Met Commissioner Sir Mark Rowley said in December that the force was facing a £450m funding shortfall, reports Noah Vickers, Local Democracy Reporter
Potential cuts to the number of officers in the Metropolitan Police could be significantly less severe than feared, according to an analysis by the London Assembly.
Met Commissioner Sir Mark Rowley said in December that the force was facing a £450m funding shortfall, which could possibly require cutting 2,300 officers in the coming financial year.
But an analysis by the assembly’s budget and performance committee suggests that any such cuts could be drastically mitigated.
In a letter to Sir Sadiq Khan, the committee’s Conservative chair, Neil Garratt, pointed out that the latest version of the mayor’s budget includes an extra £78m for “police officer pay”.
Neither the mayor’s office, nor the Met, is saying at this stage how exactly that additional funding will be used, or what it could mean for total officer numbers.
In his letter, Garratt said that the extra cash nonetheless “suggests that the planned reduction in officer numbers may be somewhat mitigated”.
He added: “For example, we were told that the budget assumption of the average cost of a police officer [in a single year] was £77,000. The additional £78m proposed funding for police officer pay could therefore fund around a thousand police officers, and reduce the previous planned reduction of 2,300 to 1,300, depending on the timescales involved.
“However, these are our own estimates which are not reliable given the limited information available. MOPAC [the Mayor’s Office for Policing and Crime] has not provided an official account of its planned officer reductions. We urge it to do so as quickly as possible.”
Dan Worsley, the Met’s chief finance officer, told the committee earlier this month that Scotland Yard was still “working through what the [government’s] additional police grant monies means for us, and what the conditions are attached, in terms of what that means for our net recruitment plans, and so I don’t have an end-point [of officer numbers] for the 2025/26 financial year, until we’ve worked through how that money will be applied”.
A spokesman for Khan said in response to the committee’s analysis that “no final decisions to reduce any services or officer numbers at the Met have been made” and stressed that “the mayor is working closely with the new government and the commissioner, with ongoing constructive talks with ministers about the funding the Met needs to ensure we can continue building a safer London for everyone”.
He also said that, “in setting out the worst-case scenario, the Met is not proposing any savings in areas that have direct contact with the public, like emergency response or neighbourhood teams”.
He added: “Neighbourhood and frontline policing remain a key priority and the Met will continue to invest in reforming how they fight crime locally.”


ACTIVITY: Going through the material below, please gather all lines with the word "item" in them.

EXERCISE INPUTS:
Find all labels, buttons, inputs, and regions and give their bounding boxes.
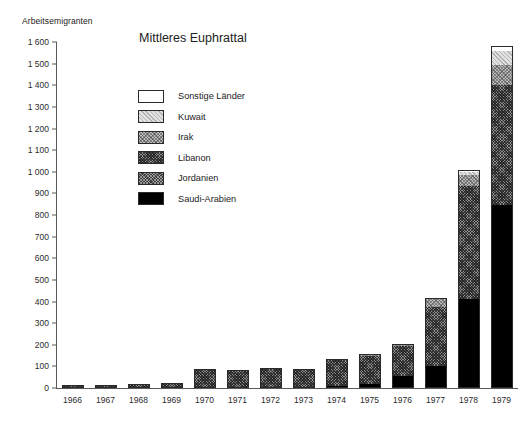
y-axis-tick-mark bbox=[52, 106, 57, 107]
y-axis-tick-mark bbox=[52, 42, 57, 43]
legend-item-saudi-arabien[interactable]: Saudi-Arabien bbox=[138, 189, 245, 210]
y-axis-tick-mark bbox=[52, 193, 57, 194]
bar-segment-libanon bbox=[326, 360, 348, 386]
x-axis-tick-label: 1966 bbox=[63, 395, 82, 405]
bar-segment-libanon bbox=[128, 384, 150, 388]
y-axis-tick-mark bbox=[52, 63, 57, 64]
y-axis-tick-mark bbox=[52, 323, 57, 324]
y-axis-tick-label: 1 600 bbox=[5, 37, 56, 47]
y-axis-tick-mark bbox=[52, 279, 57, 280]
bar-1977[interactable] bbox=[425, 298, 447, 388]
legend-item-irak[interactable]: Irak bbox=[138, 127, 245, 148]
y-axis-tick-label: 1 300 bbox=[5, 102, 56, 112]
bar-1979[interactable] bbox=[491, 46, 513, 388]
x-axis-tick-label: 1972 bbox=[261, 395, 280, 405]
x-axis-tick-label: 1971 bbox=[228, 395, 247, 405]
bar-segment-libanon bbox=[458, 186, 480, 300]
legend-swatch-icon bbox=[138, 192, 164, 205]
chart-legend: Sonstige LänderKuwaitIrakLibanonJordanie… bbox=[138, 86, 245, 209]
bar-segment-saudi-arabien bbox=[392, 376, 414, 388]
y-axis-tick-mark bbox=[52, 388, 57, 389]
bar-segment-libanon bbox=[95, 385, 117, 388]
bar-segment-libanon bbox=[62, 385, 84, 388]
x-axis-tick-label: 1968 bbox=[129, 395, 148, 405]
y-axis-title: Arbeitsemigranten bbox=[22, 16, 93, 26]
y-axis-tick-mark bbox=[52, 150, 57, 151]
bar-1968[interactable] bbox=[128, 384, 150, 388]
legend-item-sonstige-l-nder[interactable]: Sonstige Länder bbox=[138, 86, 245, 107]
x-axis-tick-label: 1977 bbox=[426, 395, 445, 405]
x-axis-tick-label: 1979 bbox=[492, 395, 511, 405]
x-axis-tick-label: 1974 bbox=[327, 395, 346, 405]
plot-area: 01002003004005006007008009001 0001 1001 … bbox=[56, 42, 518, 388]
y-axis-tick-label: 600 bbox=[5, 253, 56, 263]
bar-1966[interactable] bbox=[62, 385, 84, 388]
x-axis-tick-label: 1969 bbox=[162, 395, 181, 405]
legend-item-label: Saudi-Arabien bbox=[178, 194, 236, 204]
y-axis-tick-mark bbox=[52, 215, 57, 216]
legend-item-label: Libanon bbox=[178, 153, 211, 163]
bar-segment-libanon bbox=[425, 307, 447, 366]
legend-swatch-icon bbox=[138, 110, 164, 123]
bar-segment-libanon bbox=[227, 370, 249, 388]
bar-1971[interactable] bbox=[227, 370, 249, 388]
y-axis-tick-mark bbox=[52, 366, 57, 367]
bar-segment-libanon bbox=[392, 346, 414, 376]
y-axis-tick-label: 300 bbox=[5, 318, 56, 328]
y-axis-tick-label: 900 bbox=[5, 188, 56, 198]
legend-item-jordanien[interactable]: Jordanien bbox=[138, 168, 245, 189]
y-axis-tick-label: 1 100 bbox=[5, 145, 56, 155]
bar-segment-irak bbox=[491, 65, 513, 86]
bar-segment-irak bbox=[425, 299, 447, 307]
y-axis-tick-label: 500 bbox=[5, 275, 56, 285]
bar-segment-libanon bbox=[161, 383, 183, 388]
bar-1973[interactable] bbox=[293, 369, 315, 388]
y-axis-tick-label: 800 bbox=[5, 210, 56, 220]
bar-segment-saudi-arabien bbox=[425, 366, 447, 388]
bar-segment-saudi-arabien bbox=[359, 384, 381, 388]
legend-item-label: Sonstige Länder bbox=[178, 91, 245, 101]
y-axis-tick-label: 100 bbox=[5, 361, 56, 371]
bar-segment-saudi-arabien bbox=[491, 205, 513, 388]
legend-swatch-icon bbox=[138, 131, 164, 144]
legend-item-kuwait[interactable]: Kuwait bbox=[138, 107, 245, 128]
bar-segment-libanon bbox=[194, 369, 216, 388]
bar-1975[interactable] bbox=[359, 354, 381, 388]
chart-figure: Arbeitsemigranten Mittleres Euphrattal 0… bbox=[0, 0, 526, 428]
bar-1974[interactable] bbox=[326, 359, 348, 388]
bar-segment-libanon bbox=[260, 368, 282, 388]
x-axis-tick-label: 1973 bbox=[294, 395, 313, 405]
y-axis-tick-label: 700 bbox=[5, 232, 56, 242]
y-axis-tick-label: 1 000 bbox=[5, 167, 56, 177]
bar-1972[interactable] bbox=[260, 368, 282, 388]
legend-item-libanon[interactable]: Libanon bbox=[138, 148, 245, 169]
y-axis-tick-mark bbox=[52, 258, 57, 259]
legend-item-label: Irak bbox=[178, 132, 193, 142]
y-axis-tick-mark bbox=[52, 236, 57, 237]
bar-segment-libanon bbox=[359, 356, 381, 384]
y-axis-tick-mark bbox=[52, 301, 57, 302]
x-axis-tick-label: 1970 bbox=[195, 395, 214, 405]
y-axis-tick-label: 0 bbox=[5, 383, 56, 393]
bar-segment-libanon bbox=[491, 85, 513, 205]
y-axis-tick-label: 1 200 bbox=[5, 124, 56, 134]
legend-swatch-icon bbox=[138, 90, 164, 103]
bar-1967[interactable] bbox=[95, 385, 117, 388]
bar-1978[interactable] bbox=[458, 170, 480, 388]
y-axis-tick-label: 200 bbox=[5, 340, 56, 350]
legend-item-label: Kuwait bbox=[178, 112, 206, 122]
y-axis-tick-label: 1 500 bbox=[5, 59, 56, 69]
bar-segment-irak bbox=[458, 175, 480, 186]
bar-1976[interactable] bbox=[392, 344, 414, 388]
x-axis-tick-label: 1967 bbox=[96, 395, 115, 405]
x-axis-tick-label: 1978 bbox=[459, 395, 478, 405]
bar-segment-libanon bbox=[293, 369, 315, 388]
legend-swatch-icon bbox=[138, 172, 164, 185]
x-axis-tick-label: 1975 bbox=[360, 395, 379, 405]
legend-item-label: Jordanien bbox=[178, 173, 218, 183]
y-axis-tick-mark bbox=[52, 171, 57, 172]
bar-1970[interactable] bbox=[194, 369, 216, 388]
bar-1969[interactable] bbox=[161, 383, 183, 388]
y-axis-tick-label: 1 400 bbox=[5, 80, 56, 90]
bar-segment-kuwait bbox=[491, 51, 513, 65]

EXERCISE RESULT:
legend-item-saudi-arabien[interactable]: Saudi-Arabien bbox=[138, 189, 245, 210]
legend-item-irak[interactable]: Irak bbox=[138, 127, 245, 148]
legend-item-sonstige-l-nder[interactable]: Sonstige Länder bbox=[138, 86, 245, 107]
legend-item-label: Saudi-Arabien bbox=[178, 194, 236, 204]
legend-item-label: Libanon bbox=[178, 153, 211, 163]
legend-item-jordanien[interactable]: Jordanien bbox=[138, 168, 245, 189]
legend-item-label: Sonstige Länder bbox=[178, 91, 245, 101]
legend-item-kuwait[interactable]: Kuwait bbox=[138, 107, 245, 128]
legend-item-libanon[interactable]: Libanon bbox=[138, 148, 245, 169]
legend-item-label: Irak bbox=[178, 132, 193, 142]
legend-item-label: Kuwait bbox=[178, 112, 206, 122]
legend-item-label: Jordanien bbox=[178, 173, 218, 183]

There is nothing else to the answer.